There are good movies and there are hits, and given the choice, there's never been any doubt which Hollywood prefers.
OPENINGS: A March filled to the brim with wannabe blockbusters is off to a big start. THE LORAX (Universal) may be a bad movie (spoiler alert--it is), but the studio sold the hell out of it, and the result looks to be the all-quadrant hit Universal dreamed of. The opening day for Lorax was almost 25% higher than the Friday for Horton Hears A Who! in March 2008, and that one got to $154M, so $200M is certainly in reach (Horton happened to be a better movie, but we'll see if that means much). Also helping: no real competition until Mirror Mirror and Wrath of the Titans open on March 30.
Also opening well (and at least as bad) is PROJECT X (Warner Bros), the latest "found-footage" contraption. Its $8.1M Friday is only slightly behind the $8.6M for Chronicle, February's found-footage picture, and while Project's trajectory downward may be faster (Chronicle rose 18% on Saturday on good word-of-mouth, which Project will be hard pressed to match), that could still put it in the neighborhood of a $20M weekend and $50M total, not bad for a picture that has a $12M budget and lower-than-usual reliance on expensive TV marketing.
HOLDOVERS: ACT OF VALOR (Relativity) and WANDERLUST (Universal) should go down a standard 45-50% in their second weekends, but oddly enough, the given-up-for-dead GONE (Summit/Lionsgate) is holding extremely well and may decline less than 40%. Amanda Seyfried fans? GOOD DEEDS (Lionsgate/Summit) will fall the heavy 60% or so that's typical for Tyler Perry's movies. Also collapsing this weekend is JOURNEY 2 (Warners), which held like a champ for several weeks but got poleaxed by The Lorax. SAFE HOUSE (Universal), THE VOW (Screen Gems/Sony) and THIS MEANS WAR (20th) continue to hold well, although in the case of the latter, that will still only get it to around $50M. Worth noting farther down the list is that PHANTOM MENACE 3D (20th) is now headed for only around $45M, which means with the cost of 3D conversion and marketing, the re-release may remarkably have to scrape just to break even--we'll see how quickly Attack of the Clones 3D hits theatres after this.

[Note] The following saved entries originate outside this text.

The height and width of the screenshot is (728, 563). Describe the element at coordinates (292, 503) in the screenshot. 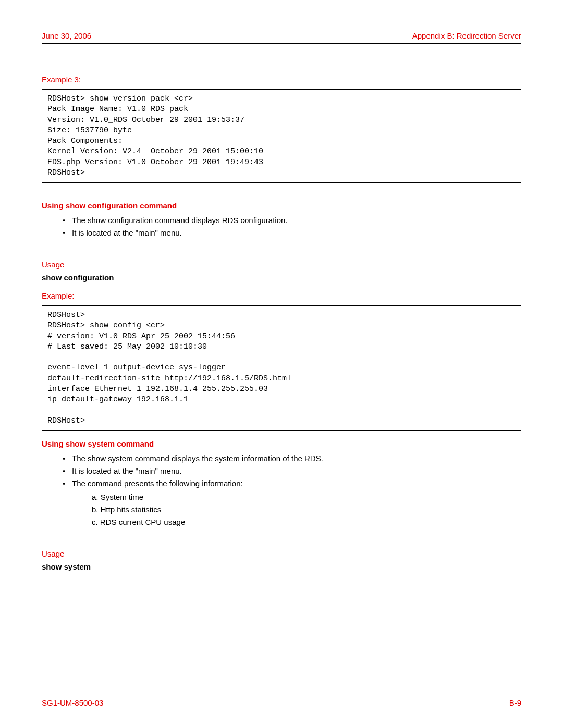

I see `list-item: The command presents the following infor…` at that location.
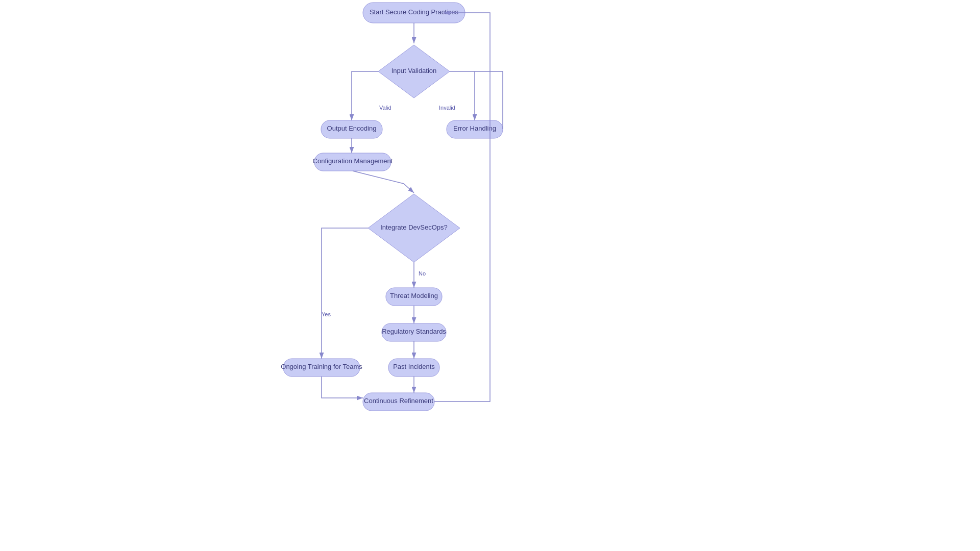 Image resolution: width=980 pixels, height=551 pixels. I want to click on regulatory-label: Regulatory Standards, so click(414, 332).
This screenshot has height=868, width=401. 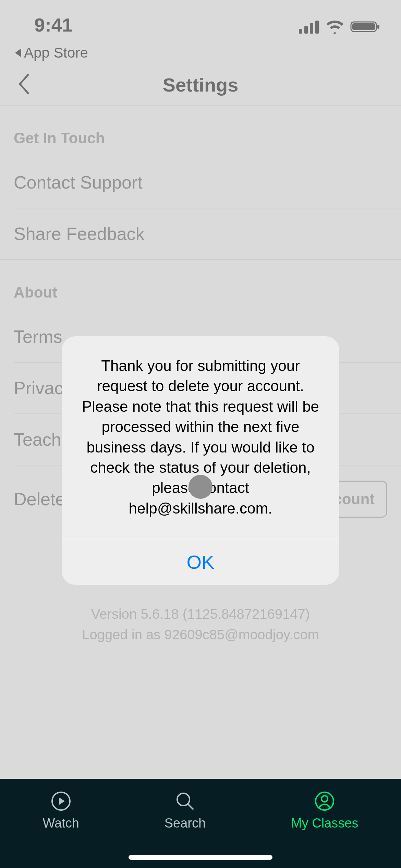 What do you see at coordinates (200, 487) in the screenshot?
I see `touch-indicator` at bounding box center [200, 487].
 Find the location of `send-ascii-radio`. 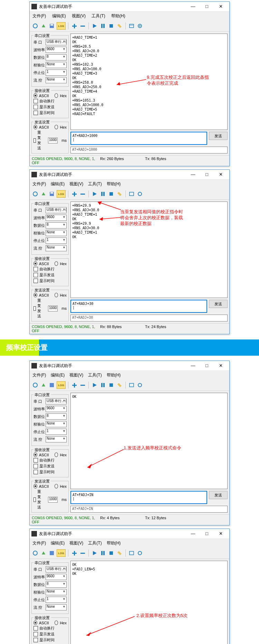

send-ascii-radio is located at coordinates (35, 127).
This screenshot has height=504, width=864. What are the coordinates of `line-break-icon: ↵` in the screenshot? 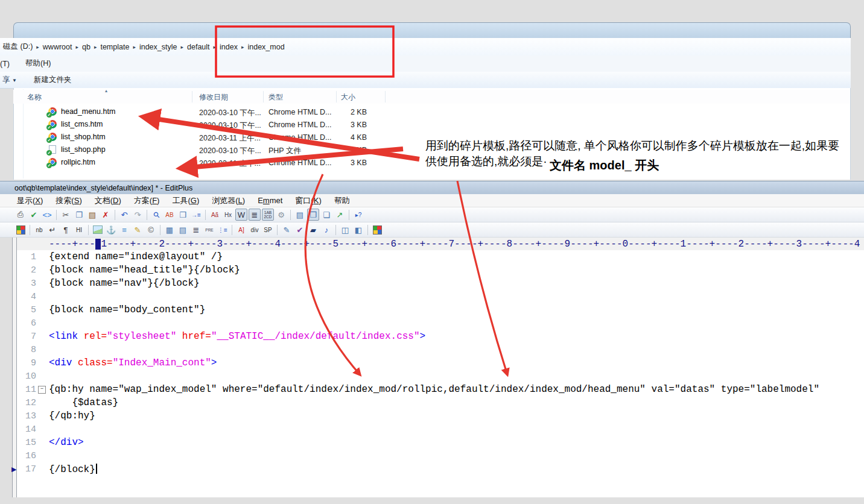 It's located at (52, 230).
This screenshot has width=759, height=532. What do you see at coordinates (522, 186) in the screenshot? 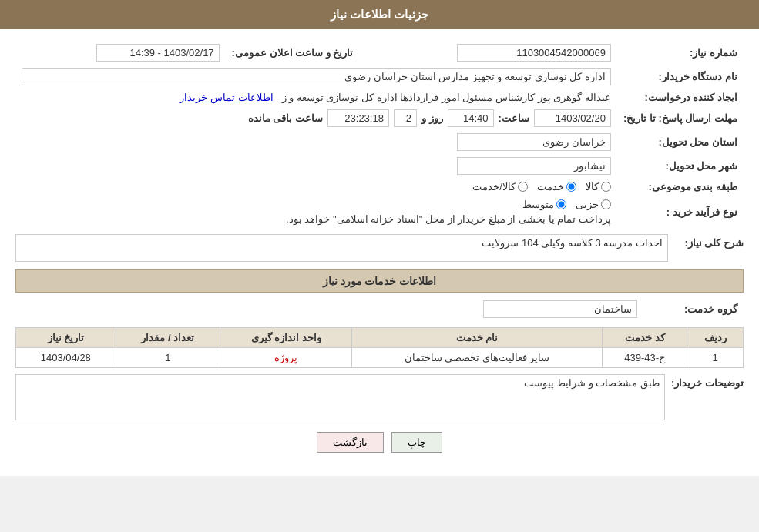
I see `category-radio-both` at bounding box center [522, 186].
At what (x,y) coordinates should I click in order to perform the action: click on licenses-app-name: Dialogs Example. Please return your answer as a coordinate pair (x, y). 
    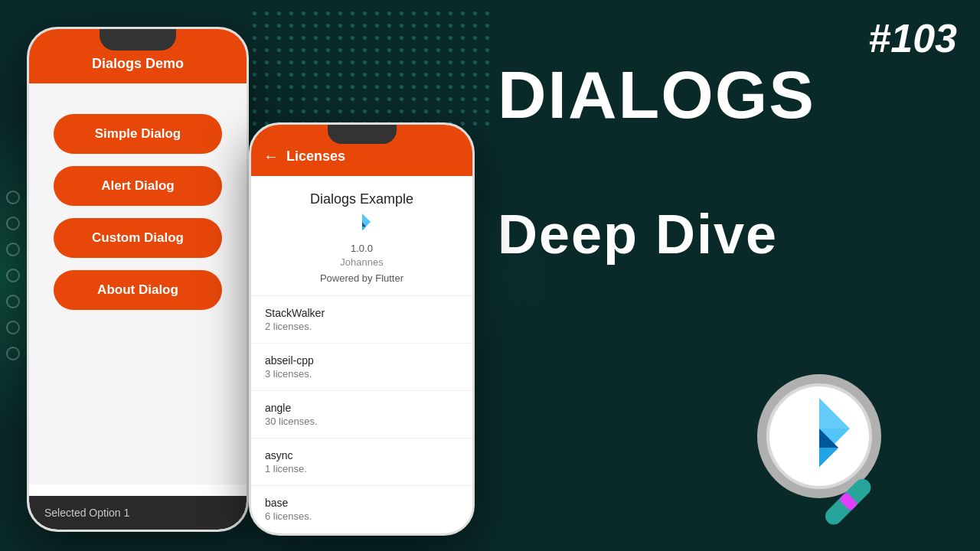
    Looking at the image, I should click on (361, 199).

OSCAR WINNERS: Even with the Best Picture Oscar and the giant publicity that comes with it, THE ARTIST (Weinstein) managed only a mild bump at the box-office. Its theatre count increased by over 80%, but it's headed for only a 20-25% higher gross this weekend. Artist now seems unlikely to reach $50M at the US boxoffice, which would make it the first Best Picture winner in current theatrical release (unlike The Hurt Locker, which was already on homevideo when the awards were presented) not to hit that mark since The Last Emperor in 1987, a film that made $44M at a time when those dollars had 25 years worth of higher value. (For a real, inflation-adjusted equivalent, you'd have to go back to the pre-homevideo era.) Meanwhile THE IRON LADY (Weinstein) rode its Best Actress Oscar to a 10-15% increase. Winners in the lesser categories had no Oscar benefit: THE DESCENDANTS (Fox Searchlight) dropped 20% of its theatres and will decline 40-45%, and HUGO (Paramount), now out on homevideo, lost about 15% of its theatres and will fall 20-25%.
LIMITED RELEASES: The first major indie of 2012, BEING FLYNN (Focus) didn't muster much enthusiasm at the boxoffice (sadly, for good reason) and may only get to around an $11K average at 4 theatres. TIM AND ERIC'S BILLION DOLLAR MOVIE (Magnolia), also available on VOD, is headed for perhaps a $5K average at 24.
NEXT WEEK: The knives have been sharpening for weeks, but is JOHN CARTER (Disney) really as bad as the buzz suggests? It will, at least, have the weekend almost to itself, as the "single-take" (not really) SILENT HOUSE (Open Road) and the long-delayed Eddie Murphy vehicle A THOUSAND WORDS (Paramount) are only opening in roughly half as many theatres. 2 romantic comedies also arrive in limited release: FRIENDS WITH KIDS (Roadside Attractions), which has a terrific cast that includes Jon Hamm, Kristin Wiig, Adam Scott and Maya Rudolph, and SALMON FISHING IN THE YEMEN (CBS), with the somewhat less marketable Ewan McGregor and Emily Blunt.